Gottman's model uses a metaphor that compares the four negative communication styles that lead to a relationship's breakdown to the biblical Four Horsemen of the Apocalypse, wherein each behavior, or horseman, compounds the problems of the previous one, leading to total breakdown of communication. [1]
William Hertling is a science fiction writer and programmer.He was a co-founder and Director of Engineering at Tripwire, and a web strategist and software developer at Hewlett-Packard where he obtained numerous software engineering patents in the areas of networking protocols, printing, and web applications.
Gottman's Four Horsemen are four negative communication patterns that can signal the end of a relationship. An expert reveals how to work on them together.
System relatedness: the effects of a singularity are characteristic of the system. Uniqueness: The nature of a singularity does not arise from the scale of the cause, so much as of its qualitative nature. Irreversibility: Events at a singularity commonly are irreversible; one cannot un-crack a glass with the same force that cracked it.
The negative relationship between emotional response and valuation of human lives explains why life is not valued equally. It conceptually explains why compassion fade fails to initiate emotional processes that lead to helping behaviour.

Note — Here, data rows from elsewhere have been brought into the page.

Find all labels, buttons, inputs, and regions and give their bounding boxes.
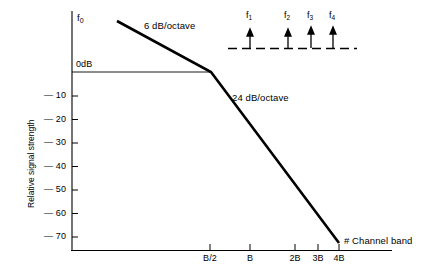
y-tick-label-minus50: — 50 [38, 185, 66, 194]
x-tick-label-b: B [235, 254, 265, 263]
carrier-label-f4: f4 [329, 11, 335, 20]
carrier-arrow-f4 [330, 27, 336, 48]
y-tick-label-minus20: — 20 [38, 115, 66, 124]
f0-subscript: 0 [80, 17, 84, 24]
chart-figure: Relative signal strength f0 0dB — 10 — 2… [0, 0, 426, 278]
response-curve [117, 21, 339, 243]
carrier-arrow-f1 [247, 29, 253, 48]
carrier-label-f1: f1 [246, 11, 252, 20]
carrier-label-f2: f2 [284, 11, 290, 20]
carrier-label-f3-subscript: 3 [310, 14, 314, 21]
carrier-label-f2-subscript: 2 [287, 14, 291, 21]
y-axis-title: Relative signal strength [26, 120, 36, 208]
y-tick-label-minus60: — 60 [38, 209, 66, 218]
carrier-arrows [247, 27, 336, 48]
slope-label-upper: 6 dB/octave [144, 21, 195, 31]
f0-label: f0 [77, 13, 84, 23]
zero-db-label: 0dB [76, 60, 92, 69]
carrier-arrow-f3 [308, 27, 314, 48]
x-tick-label-b-over-2: B/2 [195, 254, 225, 263]
carrier-arrow-f2 [285, 29, 291, 48]
carrier-label-f4-subscript: 4 [332, 14, 336, 21]
carrier-label-f3: f3 [307, 11, 313, 20]
y-axis-ticks [72, 96, 78, 237]
carrier-label-f1-subscript: 1 [249, 14, 253, 21]
x-tick-label-4b: 4B [324, 254, 354, 263]
y-tick-label-minus10: — 10 [38, 91, 66, 100]
y-tick-label-minus30: — 30 [38, 138, 66, 147]
x-axis-end-label: # Channel band [344, 236, 412, 246]
y-tick-label-minus70: — 70 [38, 232, 66, 241]
x-axis-ticks [210, 244, 339, 250]
slope-label-lower: 24 dB/octave [232, 93, 289, 103]
y-tick-label-minus40: — 40 [38, 162, 66, 171]
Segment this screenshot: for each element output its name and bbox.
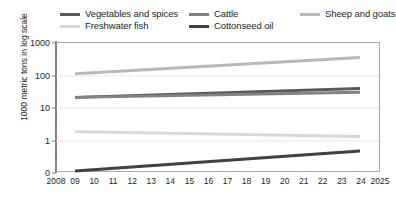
legend-item-cattle: Cattle [189, 9, 238, 19]
x-tick-label: 24 [356, 171, 365, 186]
legend-item-sheep-and-goats: Sheep and goats [300, 9, 395, 19]
legend-swatch-sheep-and-goats [300, 13, 320, 16]
y-axis-title: 1000 metric tons in log scale [19, 0, 29, 137]
x-tick-label: 2025 [371, 171, 390, 186]
legend-swatch-cattle [189, 13, 209, 16]
series-lines [56, 43, 379, 171]
x-tick-label: 17 [223, 171, 232, 186]
legend-label-cottonseed-oil: Cottonseed oil [214, 21, 273, 31]
x-tick-label: 18 [242, 171, 251, 186]
legend-swatch-freshwater-fish [60, 25, 80, 28]
x-tick-label: 19 [261, 171, 270, 186]
y-tick-label: 10 [40, 103, 56, 113]
y-tick-label: 100 [35, 71, 56, 81]
legend-label-freshwater-fish: Freshwater fish [85, 21, 148, 31]
legend-item-freshwater-fish: Freshwater fish [60, 21, 148, 31]
x-tick-label: 21 [299, 171, 308, 186]
chart-legend: Vegetables and spices Freshwater fish Ca… [56, 9, 396, 37]
x-tick-label: 16 [204, 171, 213, 186]
legend-label-cattle: Cattle [214, 9, 238, 19]
legend-item-vegetables-and-spices: Vegetables and spices [60, 9, 178, 19]
x-tick-label: 12 [128, 171, 137, 186]
series-line-sheep-and-goats [75, 58, 360, 74]
chart-figure: Vegetables and spices Freshwater fish Ca… [0, 0, 396, 197]
x-tick-label: 14 [166, 171, 175, 186]
x-tick-label: 09 [70, 171, 79, 186]
series-line-cottonseed-oil [75, 151, 360, 171]
x-tick-label: 23 [337, 171, 346, 186]
x-tick-label: 2008 [47, 171, 66, 186]
y-tick-label: 1 [45, 136, 56, 146]
legend-swatch-cottonseed-oil [189, 25, 209, 28]
x-tick-label: 22 [318, 171, 327, 186]
legend-item-cottonseed-oil: Cottonseed oil [189, 21, 273, 31]
legend-label-sheep-and-goats: Sheep and goats [325, 9, 395, 19]
plot-area: 10001001010 2008091011121314151617181920… [56, 42, 380, 172]
x-tick-label: 15 [185, 171, 194, 186]
legend-label-vegetables-and-spices: Vegetables and spices [85, 9, 178, 19]
x-tick-label: 10 [89, 171, 98, 186]
x-tick-label: 11 [109, 171, 118, 186]
x-tick-label: 13 [147, 171, 156, 186]
legend-swatch-vegetables-and-spices [60, 13, 80, 16]
x-tick-label: 20 [280, 171, 289, 186]
series-line-freshwater-fish [75, 132, 360, 137]
y-tick-label: 1000 [30, 38, 56, 48]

Effects of this relationship can be seen through The Singularity Effect and Pseudo-inefficacy. [17]
Some scholars believe that advances in artificial intelligence, or AI, will eventually lead to a semi-apocalyptic post-scarcity and post-work economy where intelligent machines can outperform humans in almost every, if not every, domain. [1]
Catastrophe theory studies dynamical systems that describe the evolution [5] of a state variable over time : ˙ = = (,) In the above equation, is referred to as the potential function, and is often a vector or a scalar which parameterise the potential function.